Category Archives: History and Background Info

Brief history of the NO TAV movement

Stop that train!

NO TAV (No to the High Speed Train) is a movement based in the Susa Valley in Piedmont that opposes the creation of the new high speed railway line between Turin and Lyon in France. This line is part of a EU project which plans to connect Lyon to Budapest and then onto Ukraine. Similar protest movements were active in the early 90s in Florence, Bologna and Rome, but their militancy and the brutal repression that this triggered in the Susa Valley has made the Piedmontese movement the most talked about. Continue reading

10 June 1924

Rome: Giacomo Matteotti is walking along the Tiber when he is attacked by a group of men and kidnapped. His body reappears a couple of months later, in August, outside Rome. Who was he, and what happened to him?

Giacomo Matteotti

Matteotti was a Socialist MP, at a time when the Socialist Party in Italy was still a working class party…before it became a nest of corrupted buffoons and millionaire thieves. In 1921 he had published a research on the rise of  Fascism in which he denounced – possibly for the first time in a written text – the violence and political use of the Fascist groups known as Camicie nere, Black shirts. In 1924 a book was published in London “The fascisti exposed; a year of fascist domination” (no idea how easy this is to find), in which he completed the work started in his previous piece, and meticulously described the Fascists’ violence and repression against political opponents. Continue reading

From Tute Bianche to the Book Bloc (by Uniriot)

What thread links the political experience of Tute Bianche with the Book Blocs we have seen last autumn on the streets of Rome and London? What is the link between the alter-globalisation movement of Seattle and Genoa and the student and youth movements that are now setting Europe on fire?  These two movements belong to two very different historical and political moments: that one exploded in the peak time of the expansion of globalization, while the current one gives voice to a generational rebellion against the crisis and the policies of austerity launched by most European government. (Uniriot)

Some Italian students from Uniriot (‘Network of Rebellious Universities’) have recently taken part to an event in London in which they discussed the recent  Italian and European student struggles. Here’s what they had to say, as published on the Uniriot website: From Tute Bianche to the Book Bloc.

Book Blocs at students demo in London 2010

Europe Calling! Reclaim Education!

Just found this very interesting flyer on the very brilliant website Uniriot Network, made after the latest European student gathering last spring. It explains very well the links and similarities between recent student struggles in Europe.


● Task goal
Leaving out the pictures, please retype each record exactly.
───
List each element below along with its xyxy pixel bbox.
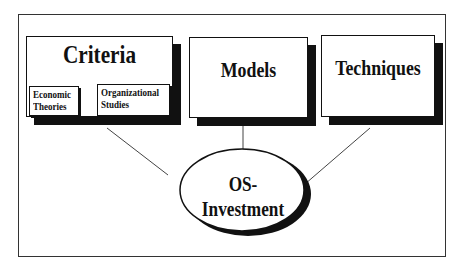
techniques-box: Techniques [321,35,435,117]
models-title: Models [199,58,298,83]
organizational-studies-line1: Organizational [101,87,160,99]
edge-criteria-to-os-investment [107,128,168,175]
edge-techniques-to-os-investment [305,128,370,184]
models-box: Models [189,37,308,118]
os-investment-label: OS-Investment [192,172,294,222]
economic-theories-box: Economic Theories [29,86,79,116]
techniques-title: Techniques [330,56,425,81]
organizational-studies-line2: Studies [101,99,160,111]
organizational-studies-box: Organizational Studies [97,84,170,116]
economic-theories-line1: Economic [33,89,71,101]
criteria-title: Criteria [38,41,161,69]
economic-theories-line2: Theories [33,101,71,113]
───
● Solution for this exercise
List each element below along with its xyxy pixel bbox.
techniques-box: Techniques [321,35,435,117]
models-title: Models [199,58,298,83]
organizational-studies-line1: Organizational [101,87,160,99]
edge-criteria-to-os-investment [107,128,168,175]
edge-techniques-to-os-investment [305,128,370,184]
models-box: Models [189,37,308,118]
os-investment-label: OS-Investment [192,172,294,222]
economic-theories-box: Economic Theories [29,86,79,116]
techniques-title: Techniques [330,56,425,81]
organizational-studies-line2: Studies [101,99,160,111]
organizational-studies-box: Organizational Studies [97,84,170,116]
economic-theories-line1: Economic [33,89,71,101]
criteria-title: Criteria [38,41,161,69]
economic-theories-line2: Theories [33,101,71,113]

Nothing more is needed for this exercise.